Recently on my Facebook feed, a friend posted a link to the blog post “FYI (if you’re a teenage girl),” written by Kimberly Hall, a Presbyterian women’s minister from Texas. In this particular blog post, she advises young girls – in an irritatingly friendly tone of voice – to be more cautious about which pictures of themselves they put online. Otherwise, they would be blocked from being friends with Hall’s three sons.
Apparently, the Hall family routinely monitors their sons’ Facebook friends to determine whom their sons can befriend.
I had an immediate and visceral reaction to this blog, because it echoes a sentiment I hear almost everywhere, everyday — “Why are girls (teenaged or college-aged) so slutty?” In the blog, one of the pictures in question features a girl in her bedroom, striking a sexy pose with no bra underneath her pajamas.
Hall comments that the young woman in particular is above that, worth more than that, and doesn’t deserve to be thought of in only a sexual way by the Hall sons.
“You are beautiful. You are valuable. You are your physical body and you are so very much more.” This is a wonderful sentiment, but it’s not enough to dispel the rest of our society’s rampant misogyny evidenced by the blog post.
I’m sorry, but what? Misogyny, did I say? Yes. The problem with this blog post is that teenagers of both sexes are constantly barraged with how they SHOULDbehave as well as how they are perceived to behave. It’s really disconcerting for me as an individual to hear what I’m supposedly doing, as a young woman, as a Millennial, yada yada yada.
Mrs. Hall and people writing similar articles don’t know me from Adam or Eve, and they don’t know these girls. Why, then, do we act like the decision to do something as simple as not wear a bra under our pajamas or wear leggings as pants, is inherently tied to sexuality and the desire for a male gaze?
Personally, I get more compliments on my looks when I wear makeup or wear a pretty dress (particularly if it doesn’t include my usual black clothes, black eyeliner, and boots — a different rant for a different time); they may not be as deep or meaningful as a compliment on a well-done exam or when I killed it in discussion — but there are simply MORE of them. On the flip side, my significant other is always surprised when I tell him how cute he is, but not how brilliant I find him to be.
Is it wrong that he is trained to respond to compliments on his strength and intellect while I’m conditioned to respond to compliments on my appearance or my nurturing personality? (Just kidding, I don’t have one.)
Yes! It’s wrong! And it’s even more wrong to be lectured on being a good girl when I endeavor for one of those compliments toward my looks. That’s really the problem with Mrs. Hall’s article — in essence, she shames girls for behaving the way society has taught women to garner attention — by being slutty. In all its forms, slut-shaming is a repressive and inefficient form of social reconditioning, and it ignores the role that men and the male gaze play in the creation of so-called “slutty girls.” Why do girls dress that way? Because they know that’s what gets them attention from men — and even more importantly — from other women. Even negative attention is better than no attention. The good girl doesn’t always get the respect from the outside community that she deserves. But a bad girl who reforms gets lots of praise, on more than just her looks and her potential future as a good mother.
This isn’t to say that all girls are bad girls who need to reform. But if people like Mrs. Hall really want to improve the “plight of the slutty teenage girl,” then she should start by disregarding the outward. Praise the teenage girl for her intellect, her generosity, or her interests. The only way to stop girls from acting to attract the male gaze (the most important part of patriarchal society) is to stop rewarding it or punishing it.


● TASK BRIEF: Select from the records below every line that has the word "area" in it.

● DATA EXTRACTS:
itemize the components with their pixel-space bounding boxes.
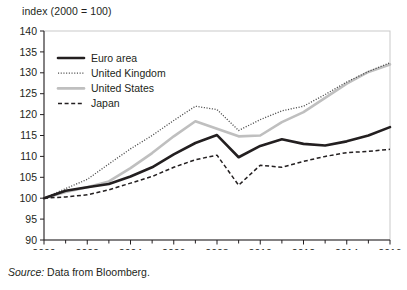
x-tick-label: 2004 bbox=[119, 247, 143, 250]
x-tick-label: 2008 bbox=[205, 247, 229, 250]
x-tick-label: 2012 bbox=[292, 247, 316, 250]
y-axis-unit-label: index (2000 = 100) bbox=[22, 5, 112, 17]
series-line-euro-area bbox=[44, 127, 390, 198]
x-tick-label: 2016 bbox=[378, 247, 402, 250]
x-tick-label: 2006 bbox=[162, 247, 186, 250]
figure: index (2000 = 100) 909510010511011512012… bbox=[0, 0, 407, 290]
y-tick-label: 125 bbox=[19, 87, 37, 99]
x-tick-label: 2010 bbox=[249, 247, 273, 250]
y-tick-label: 90 bbox=[25, 234, 37, 246]
legend-label-euro-area: Euro area bbox=[91, 52, 137, 64]
y-tick-label: 120 bbox=[19, 108, 37, 120]
legend-label-united-kingdom: United Kingdom bbox=[91, 67, 166, 79]
y-tick-label: 100 bbox=[19, 192, 37, 204]
plot-area: 9095100105110115120125130135140200020022… bbox=[0, 22, 407, 250]
legend-label-united-states: United States bbox=[91, 82, 154, 94]
y-tick-label: 105 bbox=[19, 171, 37, 183]
y-tick-label: 95 bbox=[25, 213, 37, 225]
x-tick-label: 2002 bbox=[76, 247, 100, 250]
source-prefix: Source: bbox=[8, 266, 44, 278]
y-tick-label: 110 bbox=[20, 150, 37, 162]
y-tick-label: 115 bbox=[20, 129, 37, 141]
x-tick-label: 2014 bbox=[335, 247, 359, 250]
source-note: Source: Data from Bloomberg. bbox=[8, 266, 150, 278]
x-tick-label: 2000 bbox=[32, 247, 56, 250]
y-tick-label: 130 bbox=[19, 66, 37, 78]
y-tick-label: 135 bbox=[19, 46, 37, 58]
line-chart: 9095100105110115120125130135140200020022… bbox=[0, 22, 407, 250]
y-tick-label: 140 bbox=[19, 25, 37, 37]
legend-label-japan: Japan bbox=[91, 97, 120, 109]
source-text: Data from Bloomberg. bbox=[44, 266, 150, 278]
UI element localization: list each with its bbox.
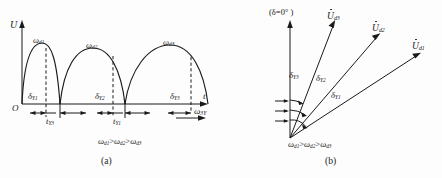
- peak-label-3: ωd3: [163, 38, 174, 47]
- angle-y2-sub: Y2: [320, 77, 326, 83]
- arc-leader-2-arrowhead: [284, 109, 289, 113]
- dim-arrow-2b-left: [125, 111, 131, 115]
- peak-label-2: ωd2: [86, 41, 97, 50]
- vector-ud2-sub: d2: [379, 27, 385, 33]
- dim-arrow-3a-left: [168, 111, 174, 115]
- arc-leader-3-arrowhead: [284, 99, 289, 103]
- inequality-b: ωd1>ωd2>ωd3: [288, 140, 331, 149]
- delta-label-1-sub: Y1: [32, 95, 38, 101]
- panel-a-caption-text: (a): [101, 156, 112, 166]
- vector-ud2-arrowhead: [372, 33, 381, 40]
- vector-ud3-line: [290, 26, 333, 138]
- delta-label-2: δY2: [95, 92, 105, 101]
- figure-container: | around delta_Y1 / t_Y3 -->: [0, 0, 442, 178]
- arc-leader-1-arrowhead: [284, 119, 289, 123]
- dim-arrow-2a-left: [97, 111, 103, 115]
- dim-arrow-1b-right: [81, 111, 87, 115]
- inequality-a-w3-sub: d3: [136, 140, 141, 146]
- panel-b-phasor: (δ=0° ) Ud3 Ud2 Ud1 δY3 δY2 δY1 ωd1>ωd2>…: [221, 0, 442, 178]
- vector-label-ud1: Ud1: [412, 42, 425, 52]
- peak-label-1: ωd1: [33, 36, 44, 45]
- origin-label-text: O: [12, 103, 19, 113]
- panel-a-waveform: | around delta_Y1 / t_Y3 -->: [0, 0, 221, 178]
- angle-y1-sub: Y1: [335, 94, 341, 100]
- vector-ud3-base-wrap: U: [327, 12, 334, 22]
- peak-label-2-sub: d2: [92, 44, 97, 50]
- delta-label-1: δY1: [28, 92, 38, 101]
- vector-label-ud2: Ud2: [372, 24, 385, 34]
- delta-label-2-sub: Y2: [99, 95, 105, 101]
- peak-label-3-sub: d3: [169, 41, 174, 47]
- reference-angle-label-text: (δ=0° ): [269, 7, 293, 17]
- vector-ud1-sub: d1: [419, 45, 425, 51]
- t-axis-arrowhead: [200, 101, 208, 107]
- dim-arrow-2a-right: [108, 111, 114, 115]
- inequality-b-w3-sub: d3: [326, 143, 331, 149]
- panel-b-caption: (b): [325, 156, 336, 166]
- delta-label-3: δY3: [170, 92, 180, 101]
- vector-ud1-base-wrap: U: [412, 42, 419, 52]
- vector-label-ud3: Ud3: [327, 12, 340, 22]
- time-label-1: tY3: [46, 117, 54, 126]
- delta-label-3-sub: Y3: [174, 95, 180, 101]
- waveform-arch-2: [60, 48, 125, 104]
- reference-axis-arrowhead: [287, 20, 293, 28]
- omega-3y-axis-label: ω3Y: [194, 107, 206, 117]
- dim-arrow-1a-left: [30, 111, 36, 115]
- dim-arrow-1a-right: [41, 111, 47, 115]
- time-label-2-sub: Y1: [115, 120, 121, 126]
- angle-arc-y2-arrowhead: [301, 113, 307, 118]
- angle-y3-sub: Y3: [293, 74, 299, 80]
- inequality-a: ωd1>ωd2>ωd3: [98, 137, 141, 146]
- y-axis-label-text: U: [10, 19, 17, 30]
- peak-label-1-sub: d1: [39, 39, 44, 45]
- vector-ud3-base: U: [327, 11, 334, 21]
- dim-arrow-2b-right: [145, 111, 151, 115]
- angle-label-delta-y1: δY1: [331, 91, 341, 100]
- vector-ud2-base-wrap: U: [372, 24, 379, 34]
- vector-ud3-sub: d3: [334, 15, 340, 21]
- y-axis-label: U: [10, 20, 17, 30]
- panel-a-graphics: | around delta_Y1 / t_Y3 -->: [0, 0, 221, 178]
- vector-ud2-base: U: [372, 23, 379, 33]
- origin-label: O: [12, 104, 19, 113]
- reference-angle-label: (δ=0° ): [269, 8, 293, 17]
- t-axis-label: t: [203, 92, 206, 101]
- time-label-1-sub: Y3: [48, 120, 54, 126]
- waveform-arch-3: [125, 45, 208, 104]
- dim-arrow-1b-left: [60, 111, 66, 115]
- panel-a-caption: (a): [101, 156, 112, 166]
- panel-b-graphics: [221, 0, 442, 178]
- time-label-2: tY1: [113, 117, 121, 126]
- dim-arrow-3a-right: [186, 111, 192, 115]
- angle-label-delta-y2: δY2: [316, 74, 326, 83]
- panel-b-caption-text: (b): [325, 156, 336, 166]
- y-axis-arrowhead: [19, 20, 25, 28]
- angle-label-delta-y3: δY3: [289, 71, 299, 80]
- omega-3y-sub: 3Y: [200, 110, 206, 116]
- vector-ud1-line: [290, 56, 416, 138]
- t-axis-label-text: t: [203, 91, 206, 101]
- vector-ud1-base: U: [412, 41, 419, 51]
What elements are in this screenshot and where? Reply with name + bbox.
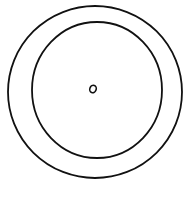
inner-ring [32, 22, 162, 158]
concentric-circles-drawing [0, 0, 194, 216]
sketch-canvas [0, 0, 194, 216]
center-dot [89, 84, 98, 93]
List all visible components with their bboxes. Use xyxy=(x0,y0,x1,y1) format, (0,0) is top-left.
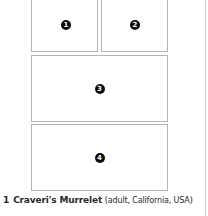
figure-caption: 1Craveri's Murrelet (adult, California, … xyxy=(3,194,193,207)
caption-species-name: Craveri's Murrelet xyxy=(13,195,102,205)
panel-number-marker-4: 4 xyxy=(95,153,105,163)
photo-panel-2: 2 xyxy=(101,0,168,52)
caption-number: 1 xyxy=(3,195,9,205)
panel-number-marker-3: 3 xyxy=(95,84,105,94)
photo-panel-4: 4 xyxy=(31,124,168,191)
page-divider-line xyxy=(205,0,206,216)
panel-number-marker-1: 1 xyxy=(61,20,71,30)
photo-panel-3: 3 xyxy=(31,55,168,122)
caption-detail: (adult, California, USA) xyxy=(105,196,193,205)
photo-panel-1: 1 xyxy=(31,0,98,52)
panel-number-marker-2: 2 xyxy=(130,20,140,30)
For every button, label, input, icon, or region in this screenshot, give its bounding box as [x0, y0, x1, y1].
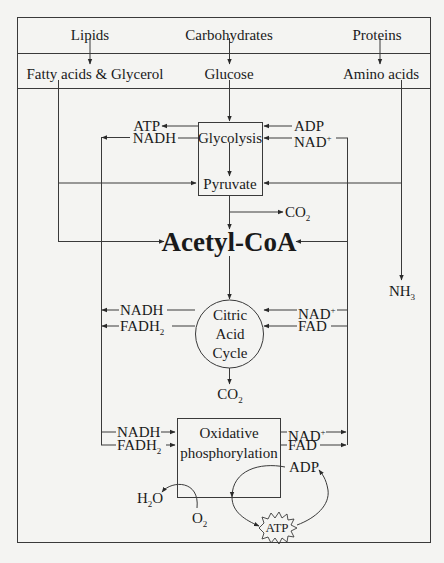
cac-fadh2-output: FADH2 — [120, 318, 164, 340]
citric-acid-cycle-label: Citric Acid Cycle — [213, 306, 248, 363]
outer-frame — [18, 18, 431, 543]
oxphos-atp: ATP — [265, 520, 288, 536]
diagram-lines — [0, 0, 444, 563]
source-lipids: Lipids — [71, 27, 109, 43]
cac-fad-input: FAD — [298, 318, 327, 334]
glycolysis-nadh-output: NADH — [133, 130, 176, 146]
monomer-amino-acids: Amino acids — [343, 66, 419, 82]
monomer-fatty-acids: Fatty acids & Glycerol — [26, 66, 163, 82]
glycolysis-label: Glycolysis — [198, 130, 262, 146]
monomer-glucose: Glucose — [204, 66, 253, 82]
oxidative-phosphorylation-label: Oxidative phosphorylation — [180, 423, 278, 463]
cac-nadh-output: NADH — [120, 302, 163, 318]
oxygen-o2: O2 — [192, 510, 207, 532]
source-carbohydrates: Carbohydrates — [185, 27, 272, 43]
water-h2o: H2O — [137, 490, 163, 512]
source-proteins: Proteins — [352, 27, 401, 43]
oxphos-fad-output: FAD — [288, 437, 317, 453]
oxphos-fadh2-input: FADH2 — [117, 437, 161, 459]
pyruvate-co2-output: CO2 — [285, 204, 310, 226]
acetyl-coa-label: Acetyl-CoA — [162, 228, 297, 256]
glycolysis-nad-input: NAD+ — [294, 130, 332, 150]
oxphos-adp: ADP — [289, 459, 319, 475]
cac-co2-output: CO2 — [217, 386, 242, 408]
pyruvate-label: Pyruvate — [203, 176, 256, 192]
nh3-output: NH3 — [389, 283, 415, 305]
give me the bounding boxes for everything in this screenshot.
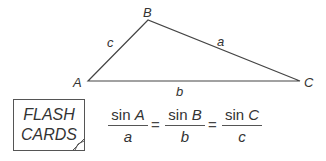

● RESPONSE TO THIS TASK:
series-line-euro-area bbox=[44, 127, 390, 198]
legend-label-euro-area: Euro area bbox=[91, 52, 137, 64]
plot-area: 9095100105110115120125130135140200020022… bbox=[0, 22, 407, 250]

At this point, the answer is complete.